Christmas Message 2025

Published on December 18, 2025

There is a sameness and a beauty about every Christmas. We send the same people greeting cards, promising to meet in the New Year; we hear the same scripture readings at Christmas Masses, but they don’t in any sense lose their freshness; we share in the same rituals, and if we are honest, we wouldn’t want to change a thing. I love Christmas. I hope all of you do.

I am conscious there are people who will be on their own for Christmas. Christmas can be a day of contrasts. In one house, several family members will be crowded around the one table wearing their party hats and pulling Christmas crackers. Next door, a solitary figure might be sitting alone with a microwave meal. Let’s look out for one another this Christmas. Some of you have suffered bereavements this past year, be gentle with yourself, Christmas mightn’t be so easy.

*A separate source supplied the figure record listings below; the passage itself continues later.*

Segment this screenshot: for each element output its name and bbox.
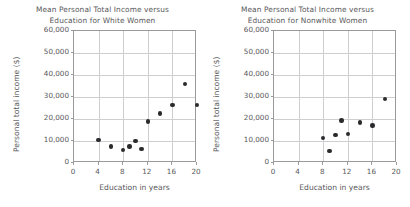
gridline-vertical xyxy=(172,31,173,161)
y-axis-title: Personal total income ($) xyxy=(212,57,221,152)
data-point xyxy=(96,138,100,142)
data-point xyxy=(121,148,125,152)
x-tick-mark xyxy=(298,162,299,165)
data-point xyxy=(183,82,187,86)
y-tick-mark xyxy=(71,52,74,53)
gridline-horizontal xyxy=(274,53,395,54)
gridline-horizontal xyxy=(74,97,195,98)
gridline-vertical xyxy=(323,31,324,161)
chart-title-line2: Education for White Women xyxy=(0,16,205,27)
gridline-vertical xyxy=(123,31,124,161)
gridline-vertical xyxy=(148,31,149,161)
y-tick-mark xyxy=(271,140,274,141)
x-tick-mark xyxy=(371,162,372,165)
chart-title-line2: Education for Nonwhite Women xyxy=(205,16,410,27)
y-tick-label: 20,000 xyxy=(32,114,69,121)
x-tick-mark xyxy=(347,162,348,165)
y-tick-mark xyxy=(71,96,74,97)
x-tick-label: 0 xyxy=(263,168,283,175)
gridline-horizontal xyxy=(274,141,395,142)
gridline-horizontal xyxy=(274,119,395,120)
y-axis-title: Personal total income ($) xyxy=(12,57,21,152)
x-tick-mark xyxy=(396,162,397,165)
y-tick-mark xyxy=(71,74,74,75)
y-tick-label: 10,000 xyxy=(232,136,269,143)
y-tick-label: 60,000 xyxy=(32,26,69,33)
x-tick-label: 8 xyxy=(312,168,332,175)
data-point xyxy=(158,111,162,115)
x-tick-label: 12 xyxy=(337,168,357,175)
data-point xyxy=(321,136,325,140)
data-point xyxy=(370,123,374,127)
gridline-horizontal xyxy=(274,75,395,76)
x-axis-title: Education in years xyxy=(73,183,196,192)
y-tick-label: 40,000 xyxy=(232,70,269,77)
gridline-horizontal xyxy=(74,75,195,76)
y-tick-label: 30,000 xyxy=(232,92,269,99)
y-tick-label: 50,000 xyxy=(32,48,69,55)
x-tick-mark xyxy=(147,162,148,165)
data-point xyxy=(333,133,337,137)
y-tick-mark xyxy=(271,74,274,75)
x-tick-mark xyxy=(273,162,274,165)
x-tick-label: 4 xyxy=(288,168,308,175)
x-tick-mark xyxy=(73,162,74,165)
y-tick-label: 10,000 xyxy=(32,136,69,143)
scatter-plot-figure: Mean Personal Total Income versus Educat… xyxy=(0,0,410,207)
plot-area-nonwhite-women xyxy=(273,30,396,162)
x-tick-label: 20 xyxy=(186,168,206,175)
x-tick-mark xyxy=(322,162,323,165)
x-axis-title: Education in years xyxy=(273,183,396,192)
y-tick-label: 30,000 xyxy=(32,92,69,99)
y-tick-label: 40,000 xyxy=(32,70,69,77)
gridline-horizontal xyxy=(74,53,195,54)
data-point xyxy=(133,139,137,143)
x-tick-label: 12 xyxy=(137,168,157,175)
x-tick-label: 16 xyxy=(361,168,381,175)
data-point xyxy=(339,118,343,122)
y-tick-mark xyxy=(71,140,74,141)
gridline-horizontal xyxy=(274,97,395,98)
data-point xyxy=(146,119,150,123)
x-tick-label: 16 xyxy=(161,168,181,175)
chart-panel-white-women: Mean Personal Total Income versus Educat… xyxy=(0,0,205,207)
x-tick-label: 4 xyxy=(88,168,108,175)
chart-title-white-women: Mean Personal Total Income versus Educat… xyxy=(0,5,205,26)
data-point xyxy=(109,144,113,148)
x-tick-label: 8 xyxy=(112,168,132,175)
y-tick-mark xyxy=(271,30,274,31)
x-tick-mark xyxy=(196,162,197,165)
gridline-vertical xyxy=(348,31,349,161)
y-tick-label: 0 xyxy=(32,158,69,165)
data-point xyxy=(195,103,199,107)
y-tick-label: 20,000 xyxy=(232,114,269,121)
x-tick-label: 0 xyxy=(63,168,83,175)
gridline-vertical xyxy=(299,31,300,161)
y-tick-mark xyxy=(271,52,274,53)
chart-title-line1: Mean Personal Total Income versus xyxy=(241,5,374,14)
chart-panel-nonwhite-women: Mean Personal Total Income versus Educat… xyxy=(205,0,410,207)
x-tick-label: 20 xyxy=(386,168,406,175)
data-point xyxy=(170,103,174,107)
x-tick-mark xyxy=(171,162,172,165)
y-tick-mark xyxy=(71,30,74,31)
y-tick-label: 50,000 xyxy=(232,48,269,55)
x-tick-mark xyxy=(122,162,123,165)
y-tick-mark xyxy=(271,96,274,97)
chart-title-line1: Mean Personal Total Income versus xyxy=(36,5,169,14)
y-tick-mark xyxy=(271,118,274,119)
data-point xyxy=(139,147,143,151)
data-point xyxy=(358,120,362,124)
gridline-vertical xyxy=(372,31,373,161)
data-point xyxy=(327,149,331,153)
gridline-horizontal xyxy=(74,119,195,120)
data-point xyxy=(346,132,350,136)
chart-title-nonwhite-women: Mean Personal Total Income versus Educat… xyxy=(205,5,410,26)
y-tick-label: 60,000 xyxy=(232,26,269,33)
y-tick-label: 0 xyxy=(232,158,269,165)
data-point xyxy=(383,97,387,101)
x-tick-mark xyxy=(98,162,99,165)
y-tick-mark xyxy=(71,118,74,119)
data-point xyxy=(127,144,131,148)
plot-area-white-women xyxy=(73,30,196,162)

Christmas this year comes as the Jubilee Year of Hope draws to a close. We will gather in the Cathedral on the Feast of the Holy Family to formally close it in the diocese. A year ago, at the launch of the Jubilee Year I made the front door of every home a place of pilgrimage to be reconciled with one another. Last weekend during the Jubilee for Prisoners I designated every cell door in itself a place of pilgrimage, a place where prisoners might pass through renewed, refreshed and reconciled with God, with themselves and with those on the outside. And of course the designation of the Relic of St. Brigid in the church in Kildare Town.

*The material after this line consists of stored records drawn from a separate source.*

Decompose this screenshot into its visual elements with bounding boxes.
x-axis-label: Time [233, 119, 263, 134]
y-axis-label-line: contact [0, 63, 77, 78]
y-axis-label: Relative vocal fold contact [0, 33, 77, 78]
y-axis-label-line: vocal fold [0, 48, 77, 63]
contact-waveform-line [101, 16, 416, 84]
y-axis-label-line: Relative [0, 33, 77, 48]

It may look like I didn’t designate many Jubilee Places of Pilgrimage around the diocese, but truth be told I probably designated more than anywhere else and that is because of the particular Jubilee it was, the Jubilee of Hope. Hope is a faithful companion through all our ups and downs. Whenever you walk through a door, remind yourself of the hope we have in Christ our Lord.

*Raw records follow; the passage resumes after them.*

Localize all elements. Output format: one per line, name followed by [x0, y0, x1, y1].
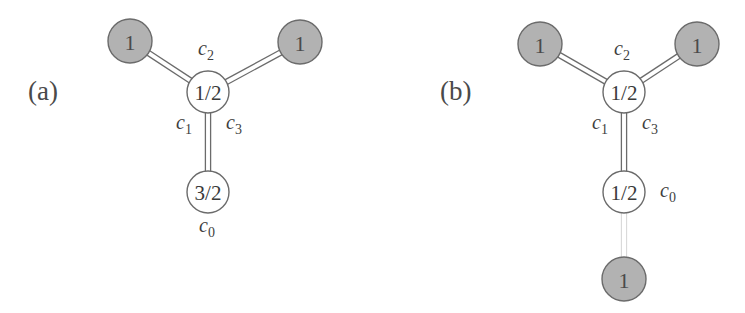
node-b-top-right[interactable]: 1 [675, 22, 719, 66]
edge-label-b-label-c2: c2 [614, 37, 630, 63]
edge-a-edge-c2-right [224, 50, 282, 85]
node-value-label: 3/2 [195, 181, 222, 205]
node-a-center[interactable]: 1/2 [187, 71, 229, 113]
panel-b: (b)111/21/21c2c1c3c0 [440, 22, 719, 301]
node-value-label: 1/2 [195, 81, 222, 105]
panel-label-a: (a) [28, 76, 58, 106]
edge-a-edge-c2-left [146, 50, 193, 83]
node-value-label: 1 [295, 31, 306, 56]
edge-label-subscript: 1 [601, 122, 608, 137]
edge-label-b-label-c1: c1 [592, 111, 608, 137]
edge-label-subscript: 3 [651, 122, 658, 137]
panel-a: (a)111/23/2c2c1c3c0 [28, 19, 322, 240]
diagram-svg: (a)111/23/2c2c1c3c0(b)111/21/21c2c1c3c0 [0, 0, 745, 313]
node-layer-a: 111/23/2 [108, 19, 322, 213]
edge-label-base: c [592, 111, 601, 133]
edge-stroke [560, 52, 608, 80]
node-value-label: 1 [692, 33, 703, 58]
edge-label-subscript: 1 [185, 122, 192, 137]
node-b-center[interactable]: 1/2 [603, 71, 645, 113]
edge-label-subscript: 3 [235, 122, 242, 137]
node-a-bottom[interactable]: 3/2 [187, 171, 229, 213]
node-value-label: 1/2 [611, 81, 638, 105]
node-b-middle[interactable]: 1/2 [603, 171, 645, 213]
edge-label-subscript: 2 [623, 48, 630, 63]
node-value-label: 1 [535, 33, 546, 58]
edge-b-edge-c2-left [557, 52, 608, 84]
edge-stroke [557, 57, 605, 85]
edge-b-edge-c0 [621, 112, 626, 172]
edge-label-base: c [198, 37, 207, 59]
edge-label-base: c [199, 214, 208, 236]
panel-label-b: (b) [440, 76, 471, 106]
edge-label-a-label-c0: c0 [199, 214, 215, 240]
edge-label-b-label-c3: c3 [642, 111, 658, 137]
node-a-top-right[interactable]: 1 [278, 20, 322, 64]
edge-b-edge-c2-right [639, 53, 681, 83]
edge-label-b-label-c0: c0 [660, 179, 676, 205]
edge-stroke [642, 58, 681, 83]
edge-label-subscript: 2 [207, 48, 214, 63]
node-b-top-left[interactable]: 1 [518, 22, 562, 66]
figure-canvas: (a)111/23/2c2c1c3c0(b)111/21/21c2c1c3c0 [0, 0, 745, 313]
node-value-label: 1 [125, 30, 136, 55]
node-value-label: 1 [619, 268, 630, 293]
edge-label-a-label-c3: c3 [226, 111, 242, 137]
edge-label-subscript: 0 [669, 190, 676, 205]
node-layer-b: 111/21/21 [518, 22, 719, 301]
edge-b-edge-faint [621, 212, 626, 258]
edge-label-base: c [614, 37, 623, 59]
edge-stroke [639, 53, 678, 78]
node-b-bottom[interactable]: 1 [602, 257, 646, 301]
edge-stroke [224, 50, 280, 80]
edge-stroke [149, 50, 193, 79]
edge-label-base: c [660, 179, 669, 201]
edge-stroke [146, 55, 190, 84]
edge-label-base: c [226, 111, 235, 133]
edge-label-a-label-c2: c2 [198, 37, 214, 63]
node-value-label: 1/2 [611, 181, 638, 205]
edge-stroke [227, 54, 283, 84]
node-a-top-left[interactable]: 1 [108, 19, 152, 63]
edge-label-a-label-c1: c1 [176, 111, 192, 137]
edge-label-base: c [642, 111, 651, 133]
edge-a-edge-c0 [205, 112, 210, 172]
edge-label-base: c [176, 111, 185, 133]
edge-label-subscript: 0 [208, 225, 215, 240]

We have been blessed in many ways this year throughout the diocese; the ceremony last month as I installed the relic of St. Columbanus in the Church in Myshall allowed us to complete the circle of a very memorable few days last July as we hosted the 26th International Columbanus Weekend; we have seen lay pastoral ministers commence formal training for ministry in our parishes; the establishment of Pastoral Areas where we can avail of greater opportunity of collaborating with neighbouring parishes has begun and we pray that this may deepen in the coming year.

As always, I warmly thank our priests, our deacons, our religious and lay women and men who are the backbone of every parish and our diocese.

May you all be blessed with the graces Christmas and a New Year bring.